What went wrong for BuzzFeed?
Analysis: Once hailed as the future of digital news, its UK operation broke new ground but ultimately couldn’t make its strategy pay, writes Jasper Jackson
When BuzzFeed first landed on UK shores in 2013, it was treated by most of the great and good in Fleet Street as a joke. “It’s just cats and lists, right?”, summed up the response for a fair chunk of hard-bitten hacks, many of whom still saw print as king, the internet as a fad and social media as irrelevant.
Seven years later, BuzzFeed’s UK news operation, along with its Australian counterpart, is all but closing, withdrawing entirely from what its US parent calls “local news” in both countries. But while not everyone will be sad to see it go, you’ll be hard-pressed to find anyone dismissing the impact it has had on journalism in the UK.
Roughly a dozen journalists have been put on furlough and are unlikely to return, including a Westminster team that has matched the rest of the political lobby story for story, and a swathe of young journalists who have brought in scoops and long-running series on everything from our the faltering Brexit trade talks to our malfunctioning court system to fake news networks from eastern Europe. An investigations team and a handful of staff focused on stories that will do well in America will remain.
It looks like a full-scale global retreat for an organisation once hailed as the future of digital news.
Like the rest of the media, BuzzFeed’s bottom line has been hit by the coronavirus outbreak, which has decimated digital advertising along with print sales. Other digital outlets from BuzzFeed’s class of the Noughties and early 2010s have announced big cuts. Business site Quartz announced it was cutting 40 per cent of its staff just hours after the BuzzFeed news. Vice Media, the hipster bible that turned itself into a digital behemoth, is scrapping 155 roles across its brands in response to declining revenues as a result of the pandemic. Again, the layoffs will be focused on its international roles, with two thirds coming outside the US.
All three were once poster children for a new wave of digital-first media brands that promised to do things differently. They have all failed to escape the bite of an advertising slump caused by the coronavirus.
But the signs have been there for a while. BuzzFeed UK had already been hard hit by two rounds of redundancies. At the start of 2019 UK editor-in-chief Janine Gibson, the former Guardian deputy editor who had led the paper’s coverage of the Edward Snowden leaks, resigned just weeks before the second wave which left it well below half its former strength.
A common thread for many of this breed of media companies is that they were built on, run on – and, most importantly, a means of raising – investment money, as if they were tech start-ups. That was even more true for BuzzFeed, which for years insisted publicly that it was a tech company. The dream for founder Jonah Peretti and early investors such as VC firm Andreessen Horowitz was always a multibillion-dollar exit by floating on the stock market or selling to a bigger beast such as US telecoms and media conglomerate Comcast, which has already invested $400m in the company.
But producing good journalism is not the same as launching a social network, or even building an app for delivering takeaways or organising cab rides. Journalists and the time and support they need to produce good journalism are expensive. Its skill at understanding how content travels across social media delivered big audiences, but the branded content it initially intended to make money was almost as expensive to produce as the journalism. Meanwhile, Google and Facebook, true tech companies that have never been in the costly and time-consuming business of creating their own content, hoovered up the vast bulk of the money being spent on digital advertising.
Treating a media company as though it could be a tech company may not have been a sensible long-term business strategy, but it did mean BuzzFeed was prepared to spend money when the rest of the media was contracting. While virtually every established outlet was cutting back as money fled from print, BuzzFeed invested in people. It paid exceptionally good salaries to hire big names and practised hacks, while also paying more than decent wages to young journalists who turned into great ones.
It also did something that few others at the time did – taking what happened on the internet seriously. Not as a separate space or beat that was independent and removed from real life. But as an extension of ourselves where most of us live out at least part of our lives. It’s a path pretty much everyone else has followed.
When you talk to people who worked for BuzzFeed, they will laugh at the Silicon Valley-style corporate speak, the free snacks and stickers. They will often bristle at its approach to unionisation, which was by turns dismissive and hostile. But they will also talk about the freedom they were given to pursue stories that they felt mattered and very often made a difference.
We can only hope more organisations with the will and resources to produce good journalism, and perhaps a more realistic assessment of how much money there is to be made from it, come along in the future.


▶ ASSIGNED TASK
A faithful transcript of every entry is required; pictures do not belong in it.

▶ SOURCE MATERIAL
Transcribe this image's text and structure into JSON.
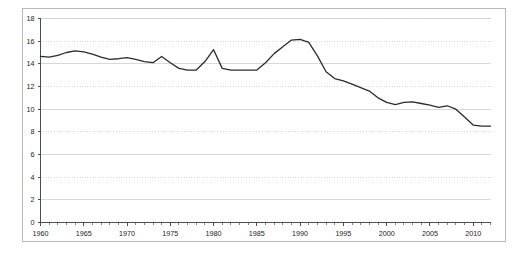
{
  "chart_data": {
    "type": "line",
    "title": "",
    "subtitle": "",
    "xlabel": "",
    "ylabel": "",
    "xlim": [
      1960,
      2012
    ],
    "ylim": [
      0,
      18
    ],
    "grid": true,
    "legend": "none",
    "y_ticks": [
      0,
      2,
      4,
      6,
      8,
      10,
      12,
      14,
      16,
      18
    ],
    "y_tick_labels": [
      "0",
      "2",
      "4",
      "6",
      "8",
      "10",
      "12",
      "14",
      "16",
      "18"
    ],
    "x_ticks": [
      1960,
      1965,
      1970,
      1975,
      1980,
      1985,
      1990,
      1995,
      2000,
      2005,
      2010
    ],
    "x_tick_labels": [
      "1960",
      "1965",
      "1970",
      "1975",
      "1980",
      "1985",
      "1990",
      "1995",
      "2000",
      "2005",
      "2010"
    ],
    "x_minor_tick_interval": 1,
    "line_color": "#2b2b2b",
    "grid_color": "#c8c8c8",
    "axis_color": "#4d4d4d",
    "frame_color": "#b9b9b9",
    "background_color": "#ffffff",
    "series": [
      {
        "name": "series-1",
        "x": [
          1960,
          1961,
          1962,
          1963,
          1964,
          1965,
          1966,
          1967,
          1968,
          1969,
          1970,
          1971,
          1972,
          1973,
          1974,
          1975,
          1976,
          1977,
          1978,
          1979,
          1980,
          1981,
          1982,
          1983,
          1984,
          1985,
          1986,
          1987,
          1988,
          1989,
          1990,
          1991,
          1992,
          1993,
          1994,
          1995,
          1996,
          1997,
          1998,
          1999,
          2000,
          2001,
          2002,
          2003,
          2004,
          2005,
          2006,
          2007,
          2008,
          2009,
          2010,
          2011,
          2012
        ],
        "values": [
          14.7,
          14.6,
          14.7,
          14.9,
          15.1,
          15.2,
          15.0,
          14.7,
          14.4,
          14.3,
          14.5,
          14.4,
          14.2,
          14.1,
          14.6,
          14.2,
          13.8,
          13.5,
          14.1,
          14.8,
          15.3,
          13.5,
          13.4,
          13.4,
          13.4,
          13.4,
          14.0,
          14.7,
          15.5,
          16.1,
          16.2,
          16.1,
          15.2,
          14.2,
          13.3,
          13.5,
          12.9,
          12.2,
          11.8,
          11.3,
          11.0,
          10.7,
          10.7,
          10.9,
          10.7,
          10.5,
          10.2,
          10.1,
          10.1,
          10.1,
          9.9,
          10.1,
          10.0
        ]
      }
    ],
    "note": "Single dark line trending downward from about 14.7 in 1960 to about 8.4 in 2012, with a peak near 16.2 around 1980 and a low near 7.8 around 2009"
  },
  "series_points": {
    "x": [
      1960,
      1961,
      1962,
      1963,
      1964,
      1965,
      1966,
      1967,
      1968,
      1969,
      1970,
      1971,
      1972,
      1973,
      1974,
      1975,
      1976,
      1977,
      1978,
      1979,
      1980,
      1981,
      1982,
      1983,
      1984,
      1985,
      1986,
      1987,
      1988,
      1989,
      1990,
      1991,
      1992,
      1993,
      1994,
      1995,
      1996,
      1997,
      1998,
      1999,
      2000,
      2001,
      2002,
      2003,
      2004,
      2005,
      2006,
      2007,
      2008,
      2009,
      2010,
      2011,
      2012
    ],
    "y": [
      14.65,
      14.6,
      14.75,
      15.0,
      15.15,
      15.05,
      14.85,
      14.6,
      14.4,
      14.45,
      14.55,
      14.4,
      14.2,
      14.1,
      14.65,
      14.1,
      13.6,
      13.45,
      13.45,
      14.2,
      15.25,
      13.6,
      13.45,
      13.45,
      13.45,
      13.45,
      14.1,
      14.9,
      15.5,
      16.1,
      16.15,
      15.9,
      14.7,
      13.3,
      12.7,
      12.5,
      12.2,
      11.9,
      11.6,
      11.0,
      10.6,
      10.4,
      10.6,
      10.65,
      10.5,
      10.35,
      10.15,
      10.3,
      10.0,
      9.3,
      8.6,
      8.5,
      8.5
    ]
  }
}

▶ RESPONSE BOX
Transcribe this image's text and structure into JSON.
{
  "chart_data": {
    "type": "line",
    "title": "",
    "subtitle": "",
    "xlabel": "",
    "ylabel": "",
    "xlim": [
      1960,
      2012
    ],
    "ylim": [
      0,
      18
    ],
    "grid": true,
    "legend": "none",
    "y_ticks": [
      0,
      2,
      4,
      6,
      8,
      10,
      12,
      14,
      16,
      18
    ],
    "y_tick_labels": [
      "0",
      "2",
      "4",
      "6",
      "8",
      "10",
      "12",
      "14",
      "16",
      "18"
    ],
    "x_ticks": [
      1960,
      1965,
      1970,
      1975,
      1980,
      1985,
      1990,
      1995,
      2000,
      2005,
      2010
    ],
    "x_tick_labels": [
      "1960",
      "1965",
      "1970",
      "1975",
      "1980",
      "1985",
      "1990",
      "1995",
      "2000",
      "2005",
      "2010"
    ],
    "x_minor_tick_interval": 1,
    "line_color": "#2b2b2b",
    "grid_color": "#c8c8c8",
    "axis_color": "#4d4d4d",
    "frame_color": "#b9b9b9",
    "background_color": "#ffffff",
    "series": [
      {
        "name": "series-1",
        "x": [
          1960,
          1961,
          1962,
          1963,
          1964,
          1965,
          1966,
          1967,
          1968,
          1969,
          1970,
          1971,
          1972,
          1973,
          1974,
          1975,
          1976,
          1977,
          1978,
          1979,
          1980,
          1981,
          1982,
          1983,
          1984,
          1985,
          1986,
          1987,
          1988,
          1989,
          1990,
          1991,
          1992,
          1993,
          1994,
          1995,
          1996,
          1997,
          1998,
          1999,
          2000,
          2001,
          2002,
          2003,
          2004,
          2005,
          2006,
          2007,
          2008,
          2009,
          2010,
          2011,
          2012
        ],
        "values": [
          14.7,
          14.6,
          14.7,
          14.9,
          15.1,
          15.2,
          15.0,
          14.7,
          14.4,
          14.3,
          14.5,
          14.4,
          14.2,
          14.1,
          14.6,
          14.2,
          13.8,
          13.5,
          14.1,
          14.8,
          15.3,
          13.5,
          13.4,
          13.4,
          13.4,
          13.4,
          14.0,
          14.7,
          15.5,
          16.1,
          16.2,
          16.1,
          15.2,
          14.2,
          13.3,
          13.5,
          12.9,
          12.2,
          11.8,
          11.3,
          11.0,
          10.7,
          10.7,
          10.9,
          10.7,
          10.5,
          10.2,
          10.1,
          10.1,
          10.1,
          9.9,
          10.1,
          10.0
        ]
      }
    ],
    "note": "Single dark line trending downward from about 14.7 in 1960 to about 8.4 in 2012, with a peak near 16.2 around 1980 and a low near 7.8 around 2009"
  },
  "series_points": {
    "x": [
      1960,
      1961,
      1962,
      1963,
      1964,
      1965,
      1966,
      1967,
      1968,
      1969,
      1970,
      1971,
      1972,
      1973,
      1974,
      1975,
      1976,
      1977,
      1978,
      1979,
      1980,
      1981,
      1982,
      1983,
      1984,
      1985,
      1986,
      1987,
      1988,
      1989,
      1990,
      1991,
      1992,
      1993,
      1994,
      1995,
      1996,
      1997,
      1998,
      1999,
      2000,
      2001,
      2002,
      2003,
      2004,
      2005,
      2006,
      2007,
      2008,
      2009,
      2010,
      2011,
      2012
    ],
    "y": [
      14.65,
      14.6,
      14.75,
      15.0,
      15.15,
      15.05,
      14.85,
      14.6,
      14.4,
      14.45,
      14.55,
      14.4,
      14.2,
      14.1,
      14.65,
      14.1,
      13.6,
      13.45,
      13.45,
      14.2,
      15.25,
      13.6,
      13.45,
      13.45,
      13.45,
      13.45,
      14.1,
      14.9,
      15.5,
      16.1,
      16.15,
      15.9,
      14.7,
      13.3,
      12.7,
      12.5,
      12.2,
      11.9,
      11.6,
      11.0,
      10.6,
      10.4,
      10.6,
      10.65,
      10.5,
      10.35,
      10.15,
      10.3,
      10.0,
      9.3,
      8.6,
      8.5,
      8.5
    ]
  }
}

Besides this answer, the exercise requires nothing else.